Dec 11, 2008

Reserve Accumulation Part I: The cautious ones seem to be proven right, but at what cost

Against the advice of many economists, emerging markets and developing countries increased reserves massively since the late 90s (See here for instance). While the increase in Latin American countries took predominantly place in the mid 90s, the rush in other nations followed the Asian crisis.

Few made the point that reserve levels do not seem to be excessive, when measured against the right numeraire (see Wyplozs’s article more than a year ago). Some commentators focused on the need to at least diversify reserves if it is already not acceptable to a country to decrease the amount. With the advent of the financial crisis the voices of those that claimed reserves to be excessive have not been heard anymore. Maybe this graph with the q-to-q growth rates of total reserves, explains the quietness:

One of the most prominent of those has other worries since last month. On the other end of the spectrum, others have already claimed that reserve levels have not been high enough Arvind Subramanian concludes in a recent VOX article that “Lesson number two [from the financial crisis] is that self-insurance helps and absolute self-insurance helps absolutely.“[1] Unlike, Summers who advised the Indian central bank not long ago to diversify its reserves and claimed its excess reserves, to amount to 15% of GDP in 2006, Subramanian now advises a level in the future of US 1 trillion! Which corresponds to 85% of the current GDP! Currently reserves stand at 21% of GDP roughly down by 18% (or 5 percentage points) compared to their peak a quarter ago. Hence, Subramanian advices a level roughly four times higher then current reserves while Summers was favorable to a level of a half of the current level.

Despite all the criticism to Lawrence Summers findings, one of his points remains strong and seems under weighted by Subramanian: the cost. A rough guesstimate of the cost of holding the reserve level is given by the difference between the interest on domestic investment and the return on the reserves times the level of reserves. Let the return on reserves be around 3 percent and the return on domestic investment be about 6%. The gap is most likely a lower bound rather than an upper bound. The yearly implied cost of holding reserves equivalent to 85% of GDP is roughly 2.5% of GDP! Is the insurance worth it to forgo 2.5% of growth each year? It seems outrageous given that we are generally happy to find policies which enhance growth by much less.

A structured way to think about reserve levels is based on some notion of insurance against an expected loss with a certain probability. But no optimizing agent (irrespective of the level risk aversion) would want to sacrifice so much money unless there is an extraordinary high chance of a loss in the subsequent period or the loss is expected to amount to a level well above what we have seen and will even see in this crisis.

So why such a high level? Three reasons remain: 1) Actual costs are much lower (i.e. 0.03 is just wrong and much closer to zero), 2) the authority wants to defend an exchange rate level or 3) the authority is just not minimizing in a rational manner at the margin.

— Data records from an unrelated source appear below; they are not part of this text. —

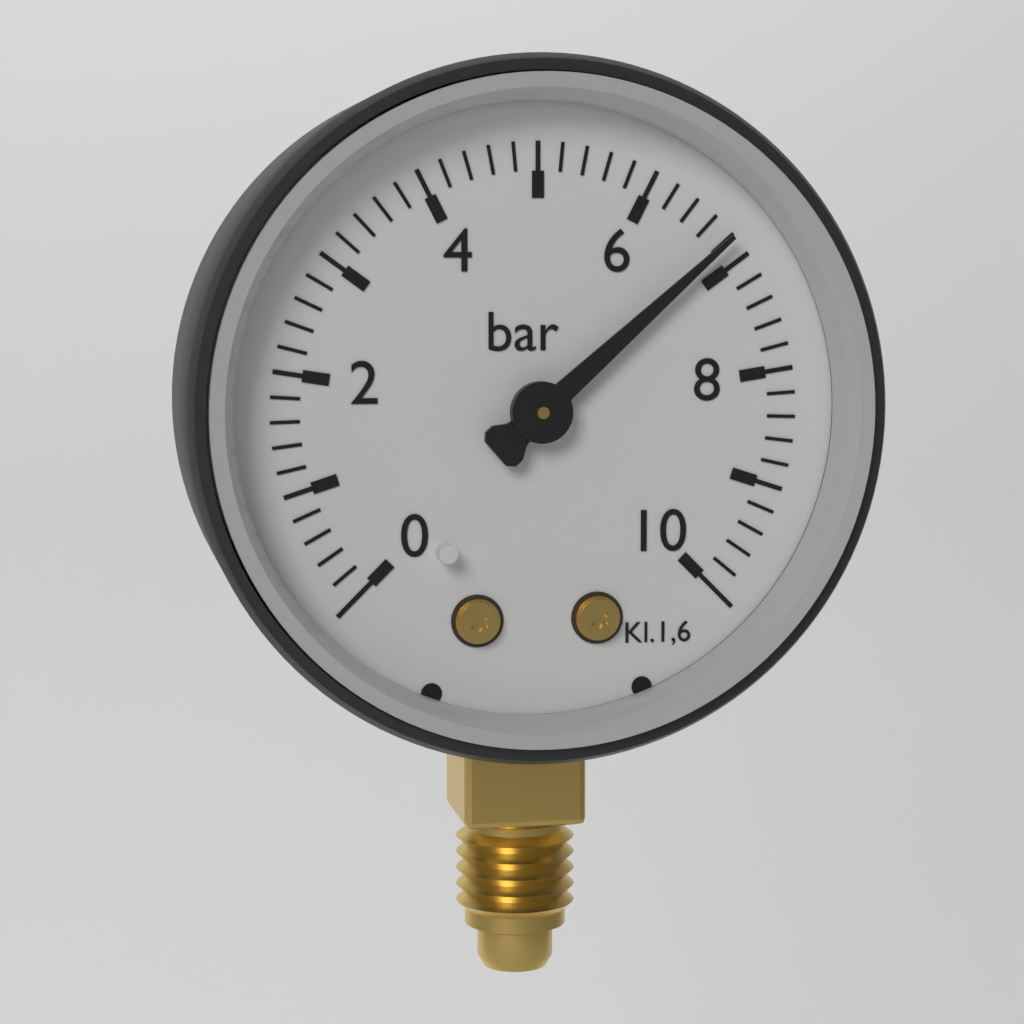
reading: 6.8 bar
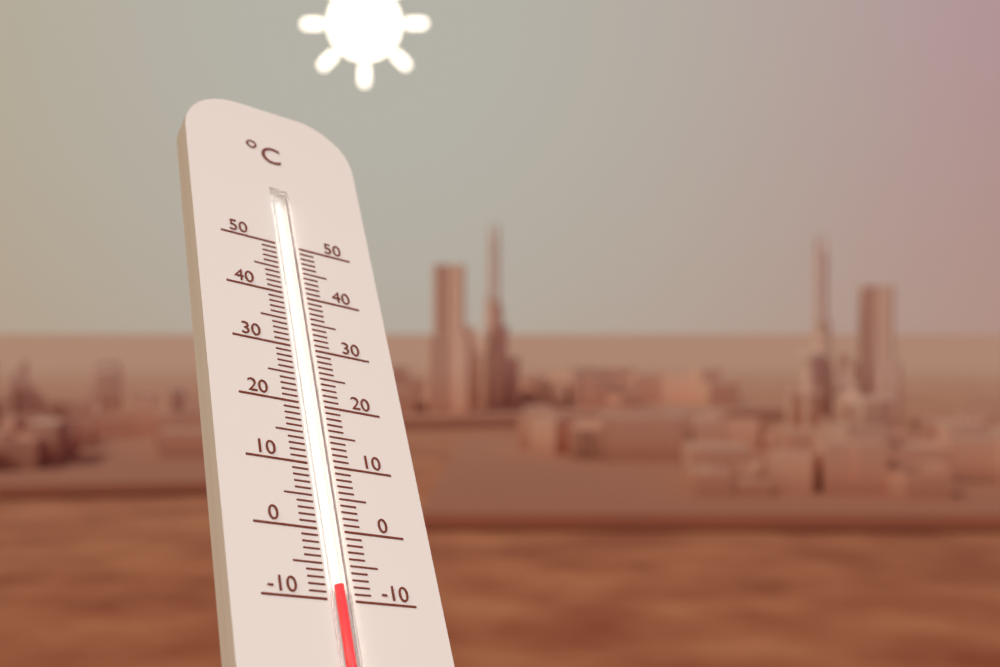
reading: -8 °C
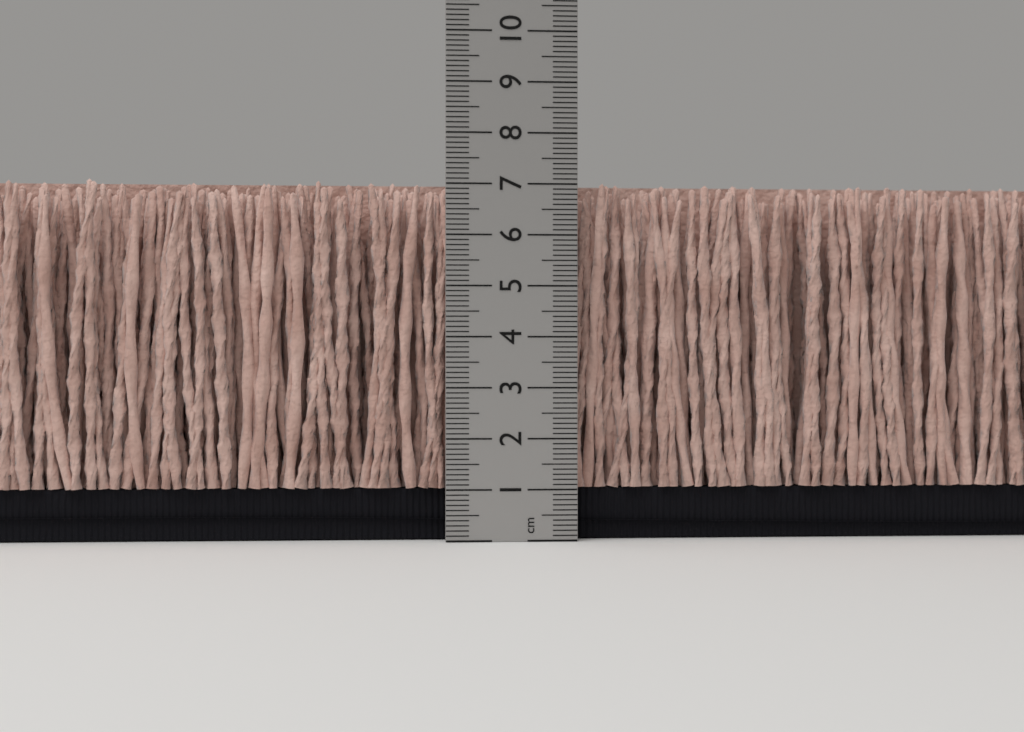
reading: 7.1 cm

Option 1) and 3), though possible, are rather awkward. Option 2) however remains pretty strong. But then again sticking to a certain level of the nominal exchange rate needs to deliver substantial gains in terms of higher GDP to justify so high levels of reserves. Gains that have not been found in empirics.

Some months ago it might have seemed that the bags are full and the central banks stand ready. Now we are asking are they full enough or the central banks / governments unwilling to make use of their hard currency? Are we going to have a new wave of countries that will move to more flexible exchange rate regimes since they are not anymore willing to pay the cost?

With the advent of the financial crisis the discussion around the level of reserves has started to vanish. But it is exactly now that we need to take a stance since after the last “global” crisis in form of the Asian crisis reserve accumulation expanded strongly. It is important to clarify whether it has been a sensitive policy to increase reserves or whether the costs do not satisfy the increased levels.


[1] Not surprisingly for Subramanian, lesson number one read, “that the greater the financial integration, the greater the susceptibility to financial crises, and the larger their final cost.”

1 comment:

Pierre-Louis said...

and this is just part I? you should pu your parts togetehr for a rigonomics working paper! with a great design!!!